Figure 1 shows the amount of average amount of positive and negative self-disclosure per message in the private messages, thread starting messages and comments. Contrary to hypotheses based on generic social networking sites, in this cancer support group, public thread-starting messages and comments both contained higher level of self-disclosure compared to messages posted in the private channel. Specifically, (1) the public threads-starting messages had the highest negative self-disclosure. This is consistent with a hypothesis supported by prior work (Wang, Kraut, and Levine 2015) that people need to disclose inner turmoil or negative events in their lives when looking for advice and help. (2) Comments have relatively higher positive self-disclosure than thread starting posts, indicating that people tend to behave and respond positively when providing support to others. This also confirms the supportive nature of these online support groups. (3) Compared with negatively self-disclosing, people tend to talk about relatively more positive aspects of their lives in the private channel.

Figure 1:

Figure 1:

Comparison of self-disclosure in private messages, forum threads and comments. Error bars represent boot-strapped standard errors.

Discussion and Conclusion

This research examined how members self-disclose in the private and public channels in an online cancer support community. In contrast to findings based on generic SNSs like Facebook, in the cancer support group, people overall self-disclose more and expressed more negative self-disclosure in public channels than the private ones. Members of these groups are only able to receive appropriate information, advice and emotional support from fellow community members by describing private information about their disease and life circumstance. They are more likely to do this in public than private in order to elicit support and social comparisons with the large, but unknown audience participating in the forums.

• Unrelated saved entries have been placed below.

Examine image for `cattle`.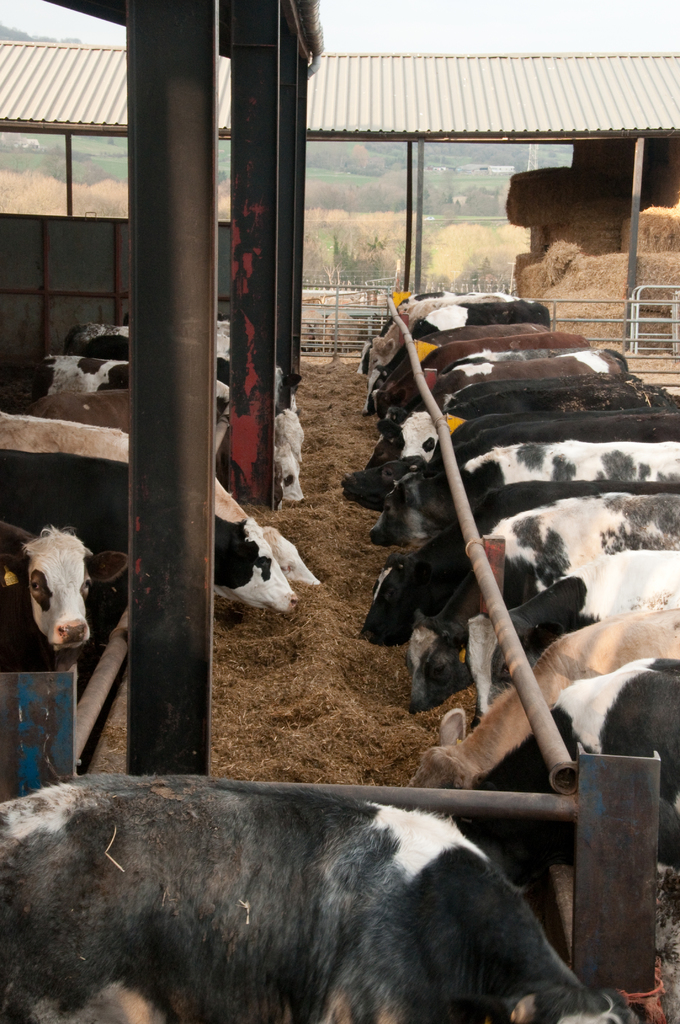
Examination result: l=350, t=484, r=679, b=645.
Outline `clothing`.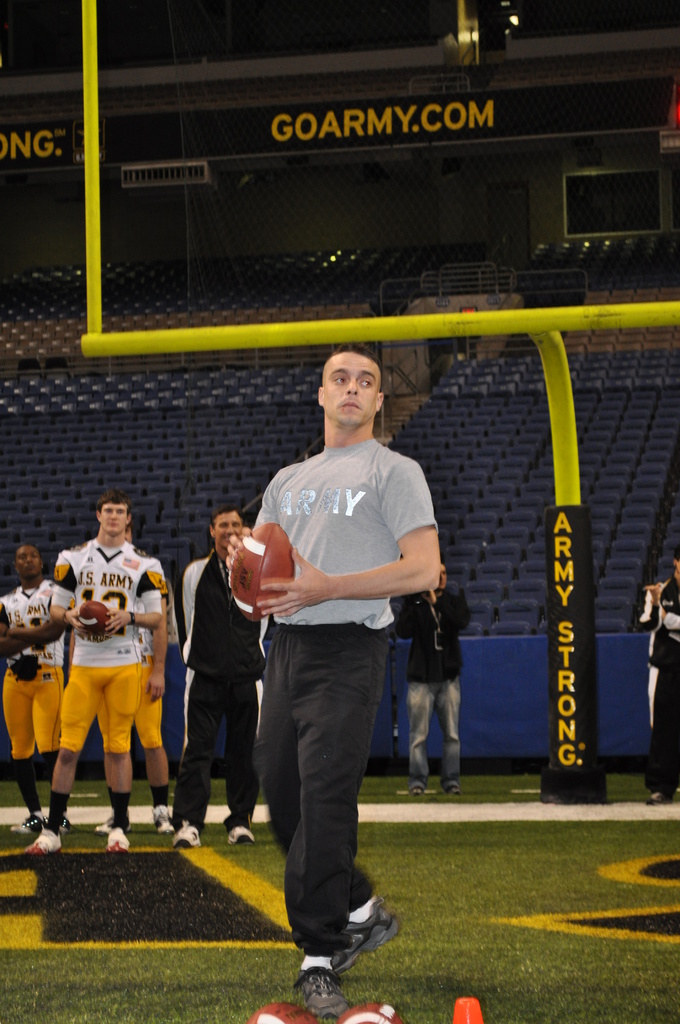
Outline: locate(643, 577, 672, 738).
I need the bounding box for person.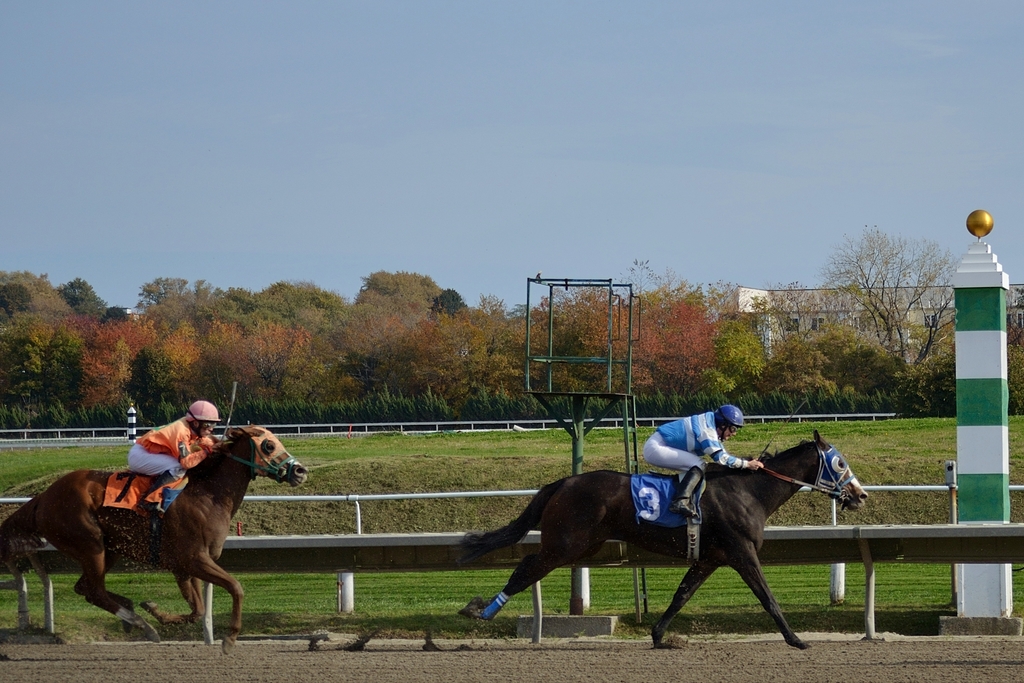
Here it is: bbox=[122, 396, 221, 522].
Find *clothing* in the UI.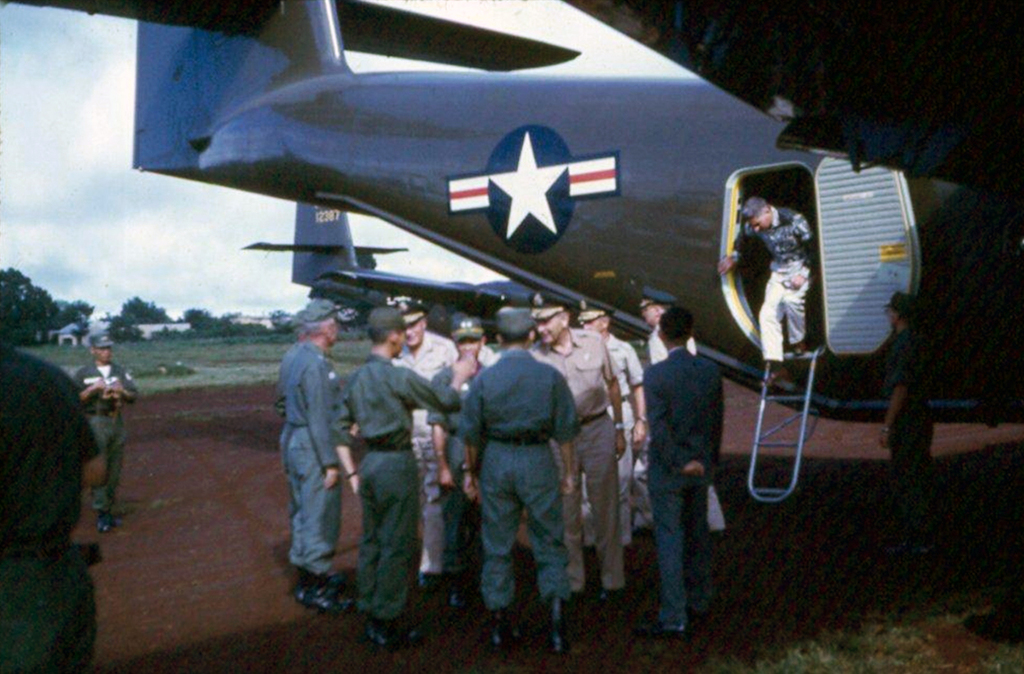
UI element at [x1=646, y1=353, x2=728, y2=620].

The public nature of these sites drives people to self-disclose information by allowing them to express themselves openly and receiving social support from others. In contrast, users seem to use the private channel to continue conversations they started publicly, to update their progress and show caring to others, all of which occur with positive self-disclosure.

Although the corpus that we used for annotation and model training is constructed from a public discussion board, our robustness check that compared the amount of positive and negative emotional words using LICW in the public and private settings demonstrates similar findings. However, we urge future research to use a more representative corpus to validate our findings.

Footnotes

3

We admit that difference might exist between forum posts and private messages. However, due to privacy issues, annotators are not allowed to view and annotate private messages.